Rationing is the specter that scares plenty of folks away from even thinking about changing the nation's system of health care.

CT scanner
Enlarge Wikimedia Commons

Lay off these for simple headaches.

CT scanner
Wikimedia Commons

Lay off these for simple headaches.

NPR's Ari Shapiro asks Dr. Atul Gawande, a surgeon and writer for the New Yorker, to explain how decisions about care get made. Gawande says the simplest sort of rationing based on a "fixed allowance of care" may be scary but won't ever be reality in this country.

He argues in favor of rational care, basing decisions on the best evidence. If implemented systematically that approach would help eliminate plenty of ill-advised procedures.

 

Take, for instance, CT scans, Gawande says. Performing 62 million of these scans in this country each year "is not just unnecessary and wasteful, it's dangerous." The radiation from the scans "produces tens of thousands of cancers" over time. Similar questions on appropriate use hang over other common tests that carry radiation risks.

More rational care would recognize that it's not smart to do CT scans for "ordinary headaches" and cut down on their use, Gawande says.

But can government be trusted to make the right choices? "On a scale of one to 10, I might have a five for confidence," Gawande says. But the health system today is like a patient with a "50 percent chance of death if we don't do something."

Better to start down the road of change, he says, and correct things as we go along than to do nothing.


**WHAT YOU HAVE TO DO:**
Would you copy the lines below exactly and omit the images?

━━ RECORDS FOR THE EXERCISE

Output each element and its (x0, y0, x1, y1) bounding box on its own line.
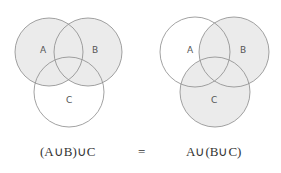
left-expression: (A∪B)∪C (40, 144, 95, 160)
right-label-a: A (187, 45, 194, 55)
left-label-c: C (66, 95, 72, 105)
equals-sign: = (138, 144, 145, 160)
left-venn: A B C (15, 18, 122, 127)
right-expression: A∪(B∪C) (186, 144, 241, 160)
right-label-c: C (211, 95, 217, 105)
left-label-b: B (92, 45, 98, 55)
right-label-b: B (240, 45, 246, 55)
left-label-a: A (40, 45, 47, 55)
right-venn: A B C (160, 17, 269, 127)
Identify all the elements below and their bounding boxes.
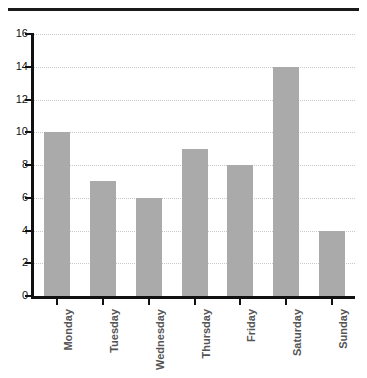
bar [227,165,253,296]
y-axis-tick-label: 6 [22,192,28,203]
x-axis-tick-label: Monday [62,309,74,351]
x-axis-tick [285,299,287,305]
x-axis-tick [194,299,196,305]
gridline [34,100,355,101]
y-axis-tick-label: 12 [16,94,28,105]
x-axis-tick-label: Wednesday [154,309,166,370]
y-axis-tick-label: 2 [22,257,28,268]
y-axis-tick-label: 4 [22,225,28,236]
y-axis-tick-label: 8 [22,159,28,170]
bar [90,181,116,296]
x-axis-tick-label: Saturday [291,309,303,356]
x-axis-tick-label: Thursday [200,309,212,359]
bar [273,67,299,296]
bar [182,149,208,296]
x-axis-tick [239,299,241,305]
y-axis-tick-label: 0 [22,290,28,301]
bar [44,132,70,296]
x-axis-tick-label: Friday [245,309,257,342]
gridline [34,132,355,133]
x-axis-tick-label: Sunday [337,309,349,349]
x-axis-tick [56,299,58,305]
y-axis-tick-label: 10 [16,126,28,137]
y-axis-line [31,33,34,299]
y-axis-tick-label: 16 [16,28,28,39]
x-axis-tick-label: Tuesday [108,309,120,353]
bar [136,198,162,296]
x-axis-tick [331,299,333,305]
x-axis-tick [148,299,150,305]
gridline [34,34,355,35]
gridline [34,67,355,68]
plot-area [34,34,355,296]
x-axis-tick [102,299,104,305]
y-axis-tick-label: 14 [16,61,28,72]
bar [319,231,345,297]
bar-chart: 0246810121416 MondayTuesdayWednesdayThur… [0,0,367,378]
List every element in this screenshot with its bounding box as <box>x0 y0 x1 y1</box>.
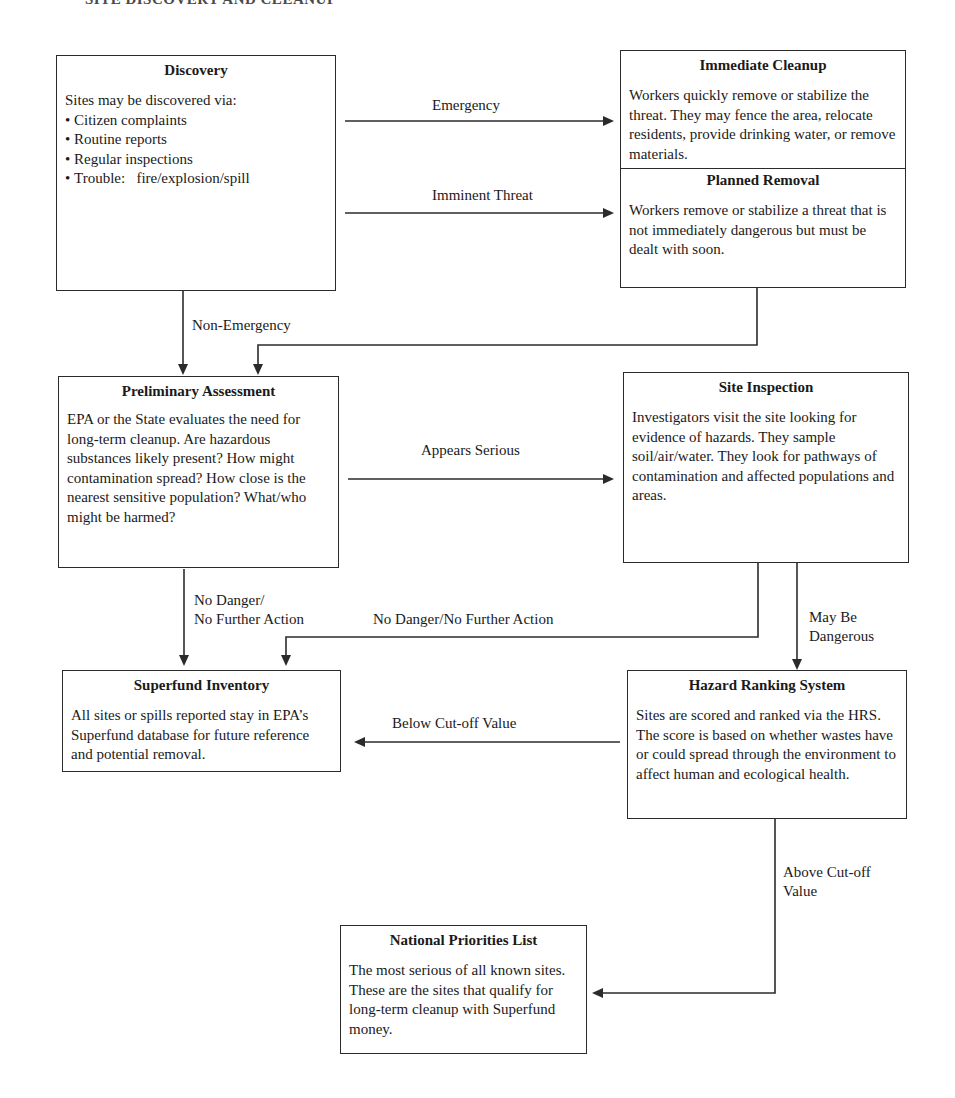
preliminary-assessment-box: Preliminary Assessment EPA or the State … <box>58 376 339 568</box>
hazard-ranking-system-box: Hazard Ranking System Sites are scored a… <box>627 670 907 819</box>
site-inspection-title: Site Inspection <box>624 378 908 396</box>
discovery-body: Sites may be discovered via: Citizen com… <box>57 91 335 189</box>
preliminary-assessment-body: EPA or the State evaluates the need for … <box>59 410 338 527</box>
discovery-intro: Sites may be discovered via: <box>65 91 327 111</box>
arrow-above-cutoff <box>592 818 775 998</box>
site-inspection-box: Site Inspection Investigators visit the … <box>623 372 909 563</box>
arrow-may-be-dangerous <box>792 563 802 670</box>
national-priorities-list-box: National Priorities List The most seriou… <box>340 925 587 1054</box>
edge-label-appears-serious: Appears Serious <box>421 441 520 460</box>
edge-label-may-be-2: Dangerous <box>809 627 874 646</box>
national-priorities-list-title: National Priorities List <box>341 931 586 949</box>
arrow-no-danger-left <box>179 569 189 666</box>
planned-removal-title: Planned Removal <box>621 171 905 189</box>
superfund-inventory-title: Superfund Inventory <box>63 676 340 694</box>
section-divider <box>621 168 905 169</box>
immediate-cleanup-body: Workers quickly remove or stabilize the … <box>621 86 905 164</box>
page-title: SITE DISCOVERY AND CLEANUP <box>85 0 337 8</box>
edge-label-no-danger-left-1: No Danger/ <box>194 591 264 610</box>
edge-label-above-cutoff-2: Value <box>783 882 817 901</box>
arrow-imminent-threat <box>345 208 614 218</box>
edge-label-imminent-threat: Imminent Threat <box>432 186 533 205</box>
cleanup-removal-box: Immediate Cleanup Workers quickly remove… <box>620 50 906 288</box>
arrow-below-cutoff <box>354 737 620 747</box>
edge-label-no-danger-right: No Danger/No Further Action <box>373 610 553 629</box>
preliminary-assessment-title: Preliminary Assessment <box>59 382 338 400</box>
national-priorities-list-body: The most serious of all known sites. The… <box>341 961 586 1039</box>
arrow-appears-serious <box>348 474 614 484</box>
discovery-bullet-list: Citizen complaints Routine reports Regul… <box>65 111 327 189</box>
discovery-box: Discovery Sites may be discovered via: C… <box>56 55 336 291</box>
edge-label-no-danger-left-2: No Further Action <box>194 610 304 629</box>
discovery-bullet: Citizen complaints <box>65 111 327 131</box>
edge-label-below-cutoff: Below Cut-off Value <box>392 714 516 733</box>
arrow-non-emergency <box>178 291 188 375</box>
site-inspection-body: Investigators visit the site looking for… <box>624 408 908 506</box>
edge-label-non-emergency: Non-Emergency <box>192 316 291 335</box>
superfund-inventory-box: Superfund Inventory All sites or spills … <box>62 670 341 772</box>
hazard-ranking-system-title: Hazard Ranking System <box>628 676 906 694</box>
edge-label-emergency: Emergency <box>432 96 500 115</box>
discovery-title: Discovery <box>57 61 335 79</box>
superfund-inventory-body: All sites or spills reported stay in EPA… <box>63 706 340 765</box>
discovery-bullet: Routine reports <box>65 130 327 150</box>
edge-label-may-be-1: May Be <box>809 608 857 627</box>
planned-removal-body: Workers remove or stabilize a threat tha… <box>621 201 905 260</box>
immediate-cleanup-title: Immediate Cleanup <box>621 56 905 74</box>
hazard-ranking-system-body: Sites are scored and ranked via the HRS.… <box>628 706 906 784</box>
arrow-emergency <box>345 116 614 126</box>
edge-label-above-cutoff-1: Above Cut-off <box>783 863 871 882</box>
discovery-bullet: Regular inspections <box>65 150 327 170</box>
discovery-bullet: Trouble: fire/explosion/spill <box>65 169 327 189</box>
arrow-removal-to-assessment <box>253 287 757 375</box>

━━━━

**ANSWER AREA:**
Output each element and its (x0, y0, x1, y1) bounding box on its own line.
left-expression: (A∪B)∪C (40, 144, 95, 160)
right-label-a: A (187, 45, 194, 55)
left-label-c: C (66, 95, 72, 105)
equals-sign: = (138, 144, 145, 160)
left-venn: A B C (15, 18, 122, 127)
right-expression: A∪(B∪C) (186, 144, 241, 160)
right-label-c: C (211, 95, 217, 105)
left-label-b: B (92, 45, 98, 55)
right-label-b: B (240, 45, 246, 55)
left-label-a: A (40, 45, 47, 55)
right-venn: A B C (160, 17, 269, 127)
Identify all the elements below and their bounding boxes.
bar [227,165,253,296]
y-axis-tick-label: 6 [22,192,28,203]
x-axis-tick-label: Monday [62,309,74,351]
x-axis-tick [285,299,287,305]
x-axis-tick [194,299,196,305]
gridline [34,100,355,101]
y-axis-tick-label: 12 [16,94,28,105]
x-axis-tick-label: Wednesday [154,309,166,370]
y-axis-tick-label: 2 [22,257,28,268]
y-axis-tick-label: 4 [22,225,28,236]
y-axis-tick-label: 8 [22,159,28,170]
bar [90,181,116,296]
x-axis-tick-label: Saturday [291,309,303,356]
x-axis-tick-label: Thursday [200,309,212,359]
bar [273,67,299,296]
bar [182,149,208,296]
x-axis-tick [239,299,241,305]
y-axis-tick-label: 0 [22,290,28,301]
bar [44,132,70,296]
x-axis-tick-label: Friday [245,309,257,342]
gridline [34,132,355,133]
x-axis-tick-label: Sunday [337,309,349,349]
x-axis-tick [56,299,58,305]
y-axis-tick-label: 10 [16,126,28,137]
y-axis-line [31,33,34,299]
y-axis-tick-label: 16 [16,28,28,39]
x-axis-tick-label: Tuesday [108,309,120,353]
bar [136,198,162,296]
x-axis-tick [331,299,333,305]
x-axis-tick [148,299,150,305]
gridline [34,34,355,35]
gridline [34,67,355,68]
plot-area [34,34,355,296]
x-axis-tick [102,299,104,305]
y-axis-tick-label: 14 [16,61,28,72]
bar [319,231,345,297]
bar-chart: 0246810121416 MondayTuesdayWednesdayThur… [0,0,367,378]
List every element in this screenshot with its bounding box as <box>x0 y0 x1 y1</box>.
preliminary-assessment-box: Preliminary Assessment EPA or the State … <box>58 376 339 568</box>
hazard-ranking-system-box: Hazard Ranking System Sites are scored a… <box>627 670 907 819</box>
site-inspection-title: Site Inspection <box>624 378 908 396</box>
discovery-body: Sites may be discovered via: Citizen com… <box>57 91 335 189</box>
preliminary-assessment-body: EPA or the State evaluates the need for … <box>59 410 338 527</box>
discovery-intro: Sites may be discovered via: <box>65 91 327 111</box>
arrow-above-cutoff <box>592 818 775 998</box>
site-inspection-box: Site Inspection Investigators visit the … <box>623 372 909 563</box>
arrow-may-be-dangerous <box>792 563 802 670</box>
national-priorities-list-box: National Priorities List The most seriou… <box>340 925 587 1054</box>
edge-label-appears-serious: Appears Serious <box>421 441 520 460</box>
edge-label-may-be-2: Dangerous <box>809 627 874 646</box>
national-priorities-list-title: National Priorities List <box>341 931 586 949</box>
arrow-no-danger-left <box>179 569 189 666</box>
planned-removal-title: Planned Removal <box>621 171 905 189</box>
superfund-inventory-title: Superfund Inventory <box>63 676 340 694</box>
section-divider <box>621 168 905 169</box>
immediate-cleanup-body: Workers quickly remove or stabilize the … <box>621 86 905 164</box>
page-title: SITE DISCOVERY AND CLEANUP <box>85 0 337 8</box>
edge-label-no-danger-left-1: No Danger/ <box>194 591 264 610</box>
edge-label-above-cutoff-2: Value <box>783 882 817 901</box>
arrow-imminent-threat <box>345 208 614 218</box>
edge-label-imminent-threat: Imminent Threat <box>432 186 533 205</box>
cleanup-removal-box: Immediate Cleanup Workers quickly remove… <box>620 50 906 288</box>
arrow-below-cutoff <box>354 737 620 747</box>
edge-label-no-danger-right: No Danger/No Further Action <box>373 610 553 629</box>
preliminary-assessment-title: Preliminary Assessment <box>59 382 338 400</box>
national-priorities-list-body: The most serious of all known sites. The… <box>341 961 586 1039</box>
arrow-appears-serious <box>348 474 614 484</box>
discovery-bullet-list: Citizen complaints Routine reports Regul… <box>65 111 327 189</box>
discovery-box: Discovery Sites may be discovered via: C… <box>56 55 336 291</box>
edge-label-no-danger-left-2: No Further Action <box>194 610 304 629</box>
discovery-bullet: Citizen complaints <box>65 111 327 131</box>
edge-label-below-cutoff: Below Cut-off Value <box>392 714 516 733</box>
arrow-non-emergency <box>178 291 188 375</box>
site-inspection-body: Investigators visit the site looking for… <box>624 408 908 506</box>
edge-label-non-emergency: Non-Emergency <box>192 316 291 335</box>
superfund-inventory-box: Superfund Inventory All sites or spills … <box>62 670 341 772</box>
hazard-ranking-system-title: Hazard Ranking System <box>628 676 906 694</box>
edge-label-emergency: Emergency <box>432 96 500 115</box>
discovery-title: Discovery <box>57 61 335 79</box>
superfund-inventory-body: All sites or spills reported stay in EPA… <box>63 706 340 765</box>
discovery-bullet: Routine reports <box>65 130 327 150</box>
edge-label-may-be-1: May Be <box>809 608 857 627</box>
planned-removal-body: Workers remove or stabilize a threat tha… <box>621 201 905 260</box>
immediate-cleanup-title: Immediate Cleanup <box>621 56 905 74</box>
hazard-ranking-system-body: Sites are scored and ranked via the HRS.… <box>628 706 906 784</box>
arrow-emergency <box>345 116 614 126</box>
edge-label-above-cutoff-1: Above Cut-off <box>783 863 871 882</box>
discovery-bullet: Regular inspections <box>65 150 327 170</box>
discovery-bullet: Trouble: fire/explosion/spill <box>65 169 327 189</box>
arrow-removal-to-assessment <box>253 287 757 375</box>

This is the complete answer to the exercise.